Abstract

This paper uses an ethnography of river pilots who navigate container ships on the Hooghly to argue for a focus on labour as an act of mediation in the timespaces of global workplaces. A new approach to capitalist time is developed that seeks to combine recent emphasis on knowledge practices with an older Marxist emphasis on the mediating role of labour. Bureaucrats driven by the rhythms of repayment of public deficit have taken on an extractive role on the Hooghly, producing a declining infrastructure. Moreover, the contradictions produced by government policies are making it increasingly difficult to navigate the river, climaxing in frequent accidents. River pilots ‘fix’ these through technological interventions shaped by the ethics or ‘senses of workmanship’ that emerge from their acts of labour in specific timespaces.
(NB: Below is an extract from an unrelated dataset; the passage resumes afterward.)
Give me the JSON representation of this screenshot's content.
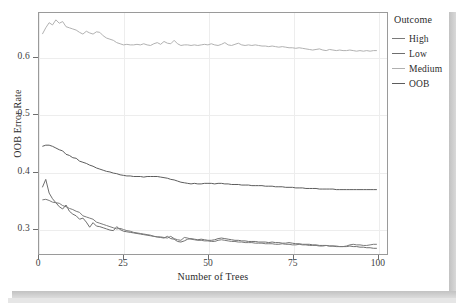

Capital on the Hooghly continues to circulate through these small, piecemeal moves in which time is an ethical, affective, and technical problem rather than through the large‐scale temporal fixes described by Harvey and Castree. Therefore, we need radically to rethink our approaches to time in capitalism, moving beyond existing accounts of it as an abstract measure of value or source of time‐discipline. Capitalist time is heterochronic and provokes attempts to reconcile diverse, recalcitrant rhythms and representations through our ethical and physical labour.